It has been a common practice now, where the testing cycle is been squeezed time and again either due to development has used up the testing time or due to the pressure of a quick time to market, it’s usually the Quality assurance team who are pushed to meet ends and ensure quality delivered on time. This is where RBT comes into the picture, that is Risk-Based Testing. Almost for every project or product, RBT is the lifeline to nurture quality.
So, let’s Jump into What is Risk Based Testing?
Risk-Based Testing is a testing approach usually carried out to assess the risk associated with the Application under test in terms of its impact and the probability of its occurrence(the likelihood of its occurrence). Based on the two parameters we derive modules or features that need more prioritization than the others and can be taken out for testing in comparison to the others in case of time or budget constraints. So in a more simplified way, we usually assess the risk in terms of the business criticality, defect-prone areas, the frequency of use and of course the visibility for the AUT.
So Risk-based testing approach can be implied at the start of the project as well as at any later stage where the need may arise. It’s always a good approach to ensure all modules or features have been prioritized in terms of there impact and likelihood from the start of the project during test artefacts creation as it helps the testing team during regression.
So basically, the risk is calculated as:
Risk= Impact * Probability of occurrence
We can categorize these risk assessments across modules, something like below:
Risk Calculation |
In the screenshot above, impact and probability of occurrence have been rated on a scale of 1-5. As you can see modules like Transactions, Category listings and Bookings have higher risk factors compared to others. While creating or cherry picking test cases for regression suite, more emphasis can be given to these modules. Having said so, we can further drill down this RBT technique to test cases also, which helps us provide more clarity on the same.
So I will extend the above scenario for test cases belonging to each module.
Risk calculated with the number of test cases across each module |
The above screenshot is an extension of the previous one with few modules added and an extra column, denoting the number of test cases across modules.The change of strategy here is we will now pick test cases across modules with different risk factors and put them in different quadrants.So let’s say my category listing has 40 test cases, now since it has a higher risk associated, it is not mandatory all of them needs to be executed, only the ones with higher impact and probability and maybe medium impact and medium probability can be picked up for execution. The same goes out for let’s say login, so login even though have lesser risk associated yet in few test cases its impact and probability would be higher as compared to others and can be taken into account in a regression suite.
The risk-based quadrant |
In the screenshot above, we have marked the test cases based on there lower to higher impact and their probability of occurrence from less likely to often. You can see the test cases lying in the rightmost quadrants are the crucial ones and needs to be executed in every regression suite, whenever required, whereas the ones belonging to the leftmost quadrants are of less impact and probability and can be put as out of scope. So in the diagram above all greens are marked as in scope and important for execution ranging from priorities P1 to P3[left most quadrant to the middle ones to the lower ones etc] and red ones denoted as out of scope for the current regression suite.
It is important to mark priorities across test cases since as the time shrinks, one can start executing from P1 test cases to P3 and with less short of time, one can skip the lower priority of test cases. Having said so it is even more important we judge the time and budget constraints and take such risk decisions appropriately. Time and Cost are important factors and may change your quadrants selection criteria.
I would also like to emphasize on factor like defect-prone areas. For example, sign-up/login as a feature rates higher in terms of business criticality for an e-commerce application and also in terms of frequency of use. Let’s say if it turns out to be a defect prone area, then the risk associated with the sign-up/login module will much higher and becomes a crucial parameter to be added in a regression suite. The only concern with this approach is, defect-prone areas can only be evaluated post analysis of defects from system testing. This approach cannot be extended from the scratch as compared to the above two.
Risk-based testing holds an important role in today’s STLC process, as we move towards shrinking testing cycles. It’s important we assess these risk beforehand until its too late and system coverage becomes impossible and we discover bugs all around the corner.
Before I close my article, one of my favourite quotes from Mark Zuckerberg:
“The biggest risk is not taking any risk… In a world that changing really quickly, the only strategy that is guaranteed to fail is not taking risks.”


Assigned task. Copies of all lines containing the string "this" are needed from the data below.

Collection entries
====================

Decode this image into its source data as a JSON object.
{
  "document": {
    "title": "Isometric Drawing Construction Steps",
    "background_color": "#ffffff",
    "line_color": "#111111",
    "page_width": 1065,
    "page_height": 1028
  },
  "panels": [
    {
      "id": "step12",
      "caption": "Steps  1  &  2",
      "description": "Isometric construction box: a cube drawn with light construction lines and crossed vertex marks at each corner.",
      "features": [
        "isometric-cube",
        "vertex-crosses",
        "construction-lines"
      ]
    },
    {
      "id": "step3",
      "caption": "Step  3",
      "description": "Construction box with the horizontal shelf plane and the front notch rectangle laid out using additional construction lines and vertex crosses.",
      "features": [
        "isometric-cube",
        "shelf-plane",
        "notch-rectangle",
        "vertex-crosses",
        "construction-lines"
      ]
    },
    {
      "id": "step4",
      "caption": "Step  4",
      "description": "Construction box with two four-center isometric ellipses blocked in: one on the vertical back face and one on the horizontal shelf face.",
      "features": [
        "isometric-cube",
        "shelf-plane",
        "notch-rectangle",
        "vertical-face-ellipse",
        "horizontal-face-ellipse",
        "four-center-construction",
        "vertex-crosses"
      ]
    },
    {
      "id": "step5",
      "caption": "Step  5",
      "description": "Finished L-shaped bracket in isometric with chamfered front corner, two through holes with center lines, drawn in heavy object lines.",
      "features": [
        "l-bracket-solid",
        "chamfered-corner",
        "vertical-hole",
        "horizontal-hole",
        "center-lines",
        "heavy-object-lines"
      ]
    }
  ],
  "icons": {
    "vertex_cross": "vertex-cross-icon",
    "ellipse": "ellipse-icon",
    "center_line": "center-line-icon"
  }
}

====================

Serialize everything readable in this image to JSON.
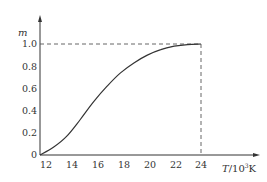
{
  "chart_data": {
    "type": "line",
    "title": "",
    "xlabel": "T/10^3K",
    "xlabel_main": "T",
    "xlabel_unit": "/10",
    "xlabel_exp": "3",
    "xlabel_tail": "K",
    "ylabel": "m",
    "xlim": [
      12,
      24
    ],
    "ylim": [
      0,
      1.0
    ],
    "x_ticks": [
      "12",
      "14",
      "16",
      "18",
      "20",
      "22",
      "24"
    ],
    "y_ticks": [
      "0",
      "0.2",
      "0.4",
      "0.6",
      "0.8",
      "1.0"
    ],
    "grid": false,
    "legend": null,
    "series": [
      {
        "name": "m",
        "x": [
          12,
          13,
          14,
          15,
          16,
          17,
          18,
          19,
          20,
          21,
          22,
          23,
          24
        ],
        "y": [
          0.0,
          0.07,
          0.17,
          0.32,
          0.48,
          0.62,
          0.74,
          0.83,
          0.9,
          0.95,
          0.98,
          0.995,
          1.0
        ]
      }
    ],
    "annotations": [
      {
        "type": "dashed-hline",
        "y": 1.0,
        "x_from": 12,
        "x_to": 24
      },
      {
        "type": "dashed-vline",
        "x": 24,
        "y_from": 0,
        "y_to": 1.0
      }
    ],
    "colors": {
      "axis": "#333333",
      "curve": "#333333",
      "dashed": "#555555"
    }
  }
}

====================

Final answer.
Decode this image into its source data as a JSON object.
Serialize everything readable in this image to JSON.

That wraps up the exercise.